FORMER LABOUR leader Pat Rabbitte has appeared to rule out any prospect of his party supporting the Government’s four-year budgetary plan.
Mr Rabbitte told the Dáil yesterday that the same Fianna Fáil Ministers, who inherited an economy in 1997 in pristine condition, were now reduced to pleading for bipartisan support to keep the International Monetary Fund from the door.
“To hell with phoney consensus. We need a fresh start,” said Mr Rabbitte. “We need a new government with a mandate, not some behind-closed doors formula for paralysis.”

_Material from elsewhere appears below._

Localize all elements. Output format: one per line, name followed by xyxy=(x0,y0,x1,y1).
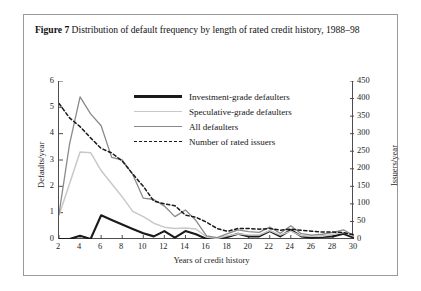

Speaking during the resumed debate on the bank guarantee, Mr Rabbitte said that 20 years from now historians and economists would still be attempting to measure the scale of the dereliction of duty on the part of Fianna Fáil-led governments. “A generation of our people will pay the price. It is not clear if our economic sovereignty will survive the consequences,” he said. “Now the talk is of consensus and shared analysis and mock humility.”
Mr Rabbitte said that in no other country in the world would the same politicians be still in charge. “There can be no recovery until they are gone,” he added.
In 1997, he said, “Fianna Fáil and their PD allies” had inherited an economy in surplus. “A dozen years later, the economy is bust and our society is broken,” he added.
Fine Gael’s Deirdre Clune said the stark problem in December’s budget would be how the State could bridge the €20 billion gap between income and expenditure.
“It is a challenge for all parties,” she added. “Fine Gael will not be found wanting in contributing to that debate. We welcome the letter from the Taoiseach yesterday and that from the leader of the Green Party, Deputy John Gormley.”
Ms Clune said full financial information would have to be provided to all parties. Tánaiste Mary Coughlan, she added, had earlier said that departmental expenditure would not be available until budget day.
“Unless the Government knows what it has to spend, how can the Oppostiion propose options?” she asked.
“The questions that have been raised seriously concern me and others on this side of the House. We need full information.” The Government’s banking policy had failed, said Ms Clune.
“We are facing a scenario in which our ratio of debt to GDP will peak at 32 per cent this year,” she added. “This is unheard of and has consequences for every man, woman and child in the country.”
Sinn Féin’s Aengus Ó Snodaigh said it was vital to differentiate between senior management and ground-level staff in the banking sector.
People were angry with the banks, he said.
“They are angry at the seemingly untouchable fat cats, the Seán FitzPatricks, the Michael Fingletons and so on,” he added.
“They are right to be. But some people are directing their anger at the more accessible ground-level staff in banks. They are wrong to do so.”
Minister of State for Health Áine Brady said that although the economic situation was serious, it could and would be managed. “Difficult though it has been, we have had to take steps to ensure that we continue to have a functioning banking system with banks soundly capitalised and providing normal banking services such as safeguarding deposits and prudently lending money to real people in the real economy.”
Ms Brady said that “whatever the past sins of our banks, and they are many, it is an inescapable fact that they have a fundamental role to play as we move into the future”.
Efforts must now be dedicated to restoring sustainability to the public finances and achieving a general deficit of below 3 per cent by 2014, she added.